DR LOVE: Sounds like pretty tiny numbers.
DR RIELY: Yes. I think that’s the big concern when you are doing a small trial, or when you’re doing a trial. You end it early for reasons that are practical rather than theoretical, and then you’re unable to really look at the endpoint in the way you wanted to. I think it was a reasonably designed trial, but stopping it early made it hard. There was no real suggestion, though, from the data that there was an improvement for the combination. So I think that gave them some support in the idea of saying no difference, because the hazard ratio was actually worse for the combination arm.
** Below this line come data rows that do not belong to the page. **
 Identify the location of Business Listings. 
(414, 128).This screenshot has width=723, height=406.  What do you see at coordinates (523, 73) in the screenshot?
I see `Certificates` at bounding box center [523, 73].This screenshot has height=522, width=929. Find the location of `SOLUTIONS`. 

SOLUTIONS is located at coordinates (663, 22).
DR LOVE: And can you put this in context with other data, clinical data, addressing the same question?
DR RIELY: It’s challenging. For as long as we’ve been asking the question — and I know that you’ve been asking the question of us for a long time — this is really the only prospective data that we have that targets this question. And it’s frustrating that it’s a relatively small study and it closed early. So we don’t have — I don’t think this is a definitive answer. I think this is a question we still need a prospective trial to answer.
DR LOVE: So it seems like there’s also some mixed feelings about what to do clinically here. Ram?
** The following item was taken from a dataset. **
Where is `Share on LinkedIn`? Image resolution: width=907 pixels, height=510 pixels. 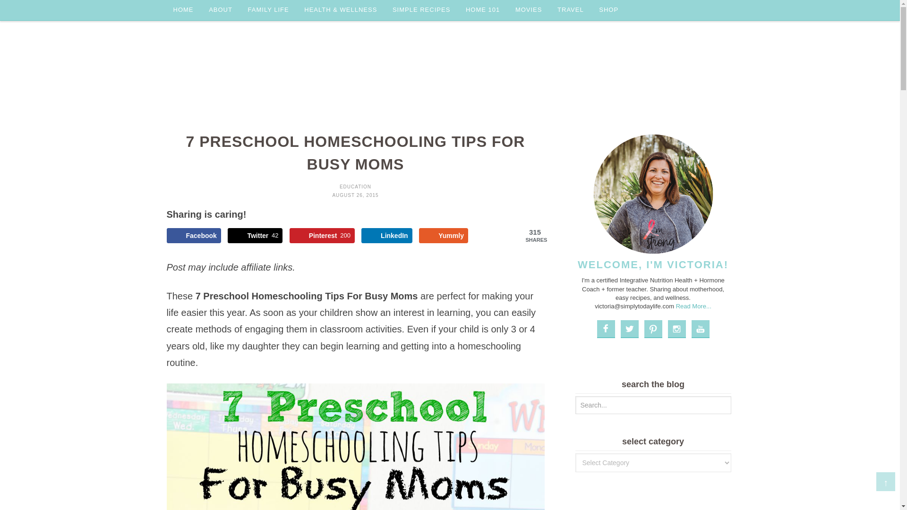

DR GOVINDAN: So I just wanted to add a few things. EGFR mutation is actually present almost always in the founder clones. In other words, this is a causative lesion, causing transformation. This is not quite later in evolution of the lung cancer. So in other words, this is what causes the disease in these patients.
DR LOVE: Hold on. How do you figure that out, and what’s a founder gene?
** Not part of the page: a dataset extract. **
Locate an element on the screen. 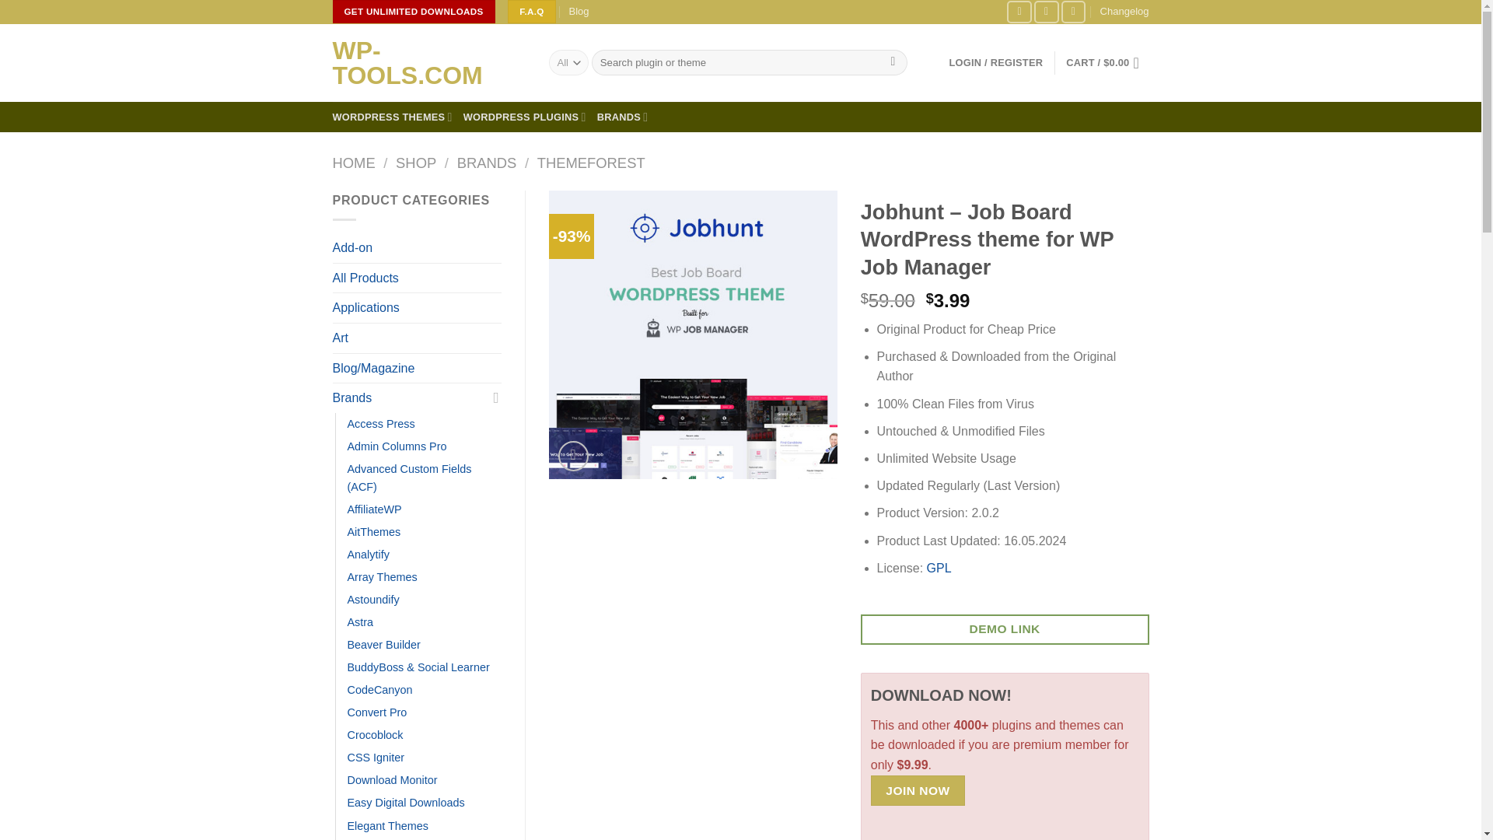 This screenshot has height=840, width=1493. WP-Tools.com - Unlimited Digital Products is located at coordinates (429, 62).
DR GOVINDAN: So when we do this whole genome sequencing, we can actually do this, especially deep digital sequencing, we can look for the variant allele frequency. So this is actually fairly standard stuff now in genomic studies. So if you have these tumors, when you look at all this mutation prevalence, you can look for the population of cells that are clustered together with the variant allele frequencies. And EGFR mutation will always be the highest number expressed in the very early cells that have evolved. And this is the concept of clonal evolution. So EGFR mutation is something that starts off. And so in every subpopulation, you will find EGFR-mutant clones.
DR LOVE: Same thing with ALK?
DR GOVINDAN: ALK, we don’t know. We haven’t studied ALK to the extent — I can talk about EGFR confidently. But most importantly, when we biopsy these patients who have been on EGFR TK inhibitors, who are already EGFR mutations, we have never seen the sensitive mutation disappear. In other words, the exon 19 deletion will always be there. It was there, if it was there before. And what happened is subclones evolve, but the original clone that had the EGFR mutation never disappears. And so that’s why we have this problem. If you don’t treat them, that clone will expand, and that’s where you see in studies when there is a treatment break from EGFR TK inhibitors, when you start them back again, you see some tumor shrinkage.
Because the sensitive clone never goes away, it’s just been overrun by other clones, people like us tend to keep them on erlotinib. I don’t think that this is something that we can say, “You have to stop,” or, “You have to continue,” because what happens is if you don’t continue erlotinib when they have disease progression, at some point, if you’ve given them a break after 3 or 4 or 5 months, you can go back and re-treat them. You will see some decrease in tumor size. That’s because now the sensitive clone has expanded even more, because it’s biologically a more advantageous growth pattern. So that’s why we will never settle this issue by doing the studies, biologically.
Like the progression-free survival improves with EGFR TK inhibitors in the front line, but you never improve overall survival. So you can either give it at the time of disease progression, continue it, or you can do it much later after a break. So I don’t think there’s one way or the other we can say this is the right thing to do.